We’re all fans of rules, regulations and principals, until those frameworks for living our lives apply to us personally in ways that we don’t like.

Although we live in a very conservative area, I’ve met many people who are fiscally conservative until it comes to using government money to build something that they want, personally. It’s hard not to be that way. Of course you understand the merits of a program that benefits you or your business better than one that would help out someone else. Obviously you get why a feature in the community like a golf course, a park or a swimming pool would benefit everyone if you personally know that it would benefit you.

You don’t know the ins and outs of another person’s business, so of course you don’t understand the struggles of that business and everything it entails and how some government program or tax break might help it, but you certainly know how a program or tax break would help your own business.

You might not understand how many people could be drawn to the community by features like a golf course or swimming pool if you’re not interested in either of those personally. How could you know the joy that playing a game a golf might bring if you’ve never tried it, or the benefit swimming might have for children if you have none?

Most people are fans of the laws that keep everyone in line, until they or their family members are on the wrong side of it. We want everyone to follow the rules until someone we love commits a crime and then we want leniency.

The difference is, in all of our heads, we think that everything that happens to us is more important than anything that happens to anyone else. We all think we’re the most important. Even people who often perform selfless acts understand their own struggles better than someone else’s. I think we are just hard-wired to be selfish. We want the law to go easy on us and our families when we screw up, but to hand down fair punishments to others who break the law in order to cut down on crime. We want all tax rules to be applied equally and by the books until a law that we don’t like applies to us and then we want an exception. Although this may not be true for everyone all the time, it is true for most of us at least some of the time.

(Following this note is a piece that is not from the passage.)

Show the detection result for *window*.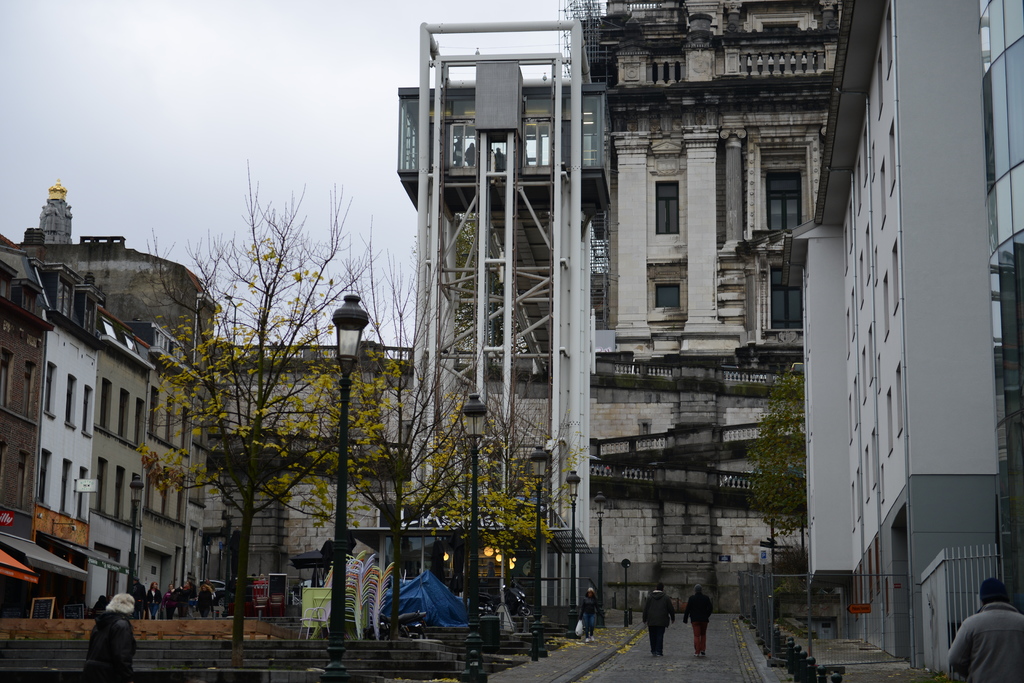
132/398/143/449.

I always found it funny when wealthy people who oppose welfare and food stamps didn’t make their kids work during high school or college, and just supplied them with money. Poor people don’t deserve handouts but my kids sure do. They’re MY kids, they deserve it.

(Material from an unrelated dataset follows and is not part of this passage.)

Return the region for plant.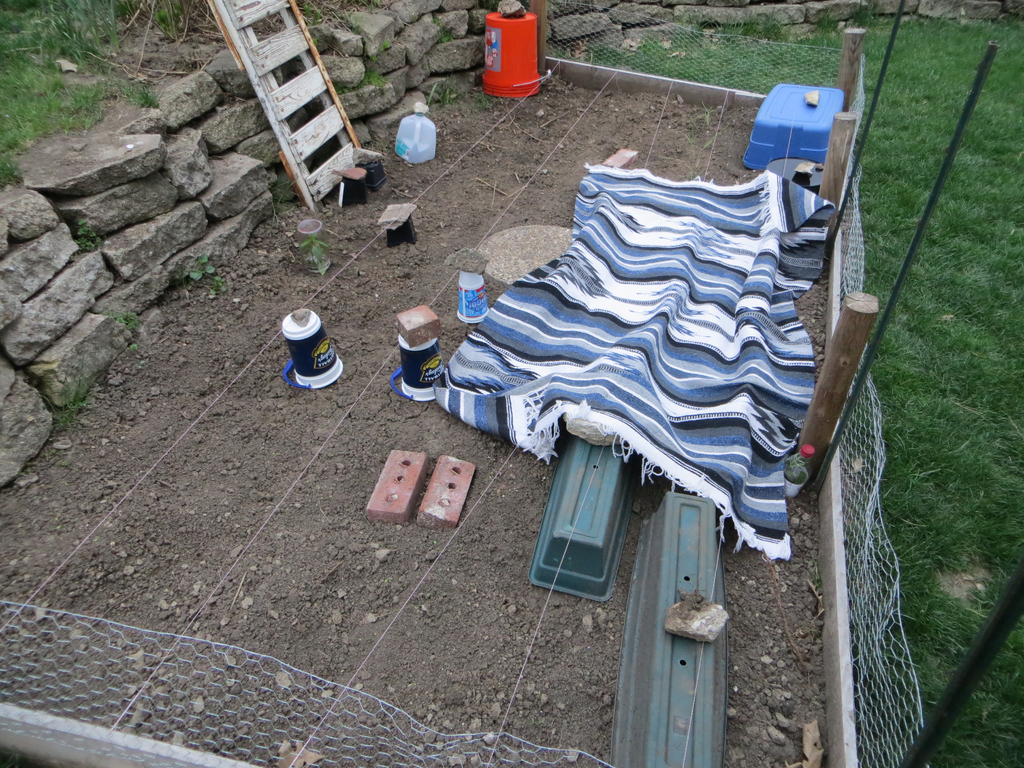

What makes us good people is when we fight our selfish urges. What makes us better people is when we attempt to comprehend that the person driving too slow in front of us, making us late for that appointment, might be crying, might have had a bad day. What makes us good people is when we feel sympathy for the overwhelmed waitress trying to do her best instead of giving her a poor tip. What makes us good people is trying to understand what it’s like to own a business hampered by tax laws as well as that same business owner trying to understand what it’s like to be young and poor with no one to help you.

Even though we all think ourselves and our needs are the most important, they’re not. Every person in the world is just as important as you are. We all have self-interest, we all have needs and desires.

Everyone wants to be happy and to live their lives enjoying their loved ones and the things they desire. No one person in the world is beneath you. I most often think of this when I’m at the airport and someone pushes in front of me at the escalator line with no explanation. In my head I usually say, “Wow, you must think you’re much more important than I am.”

You’re not. No one is. And I am no more important than you.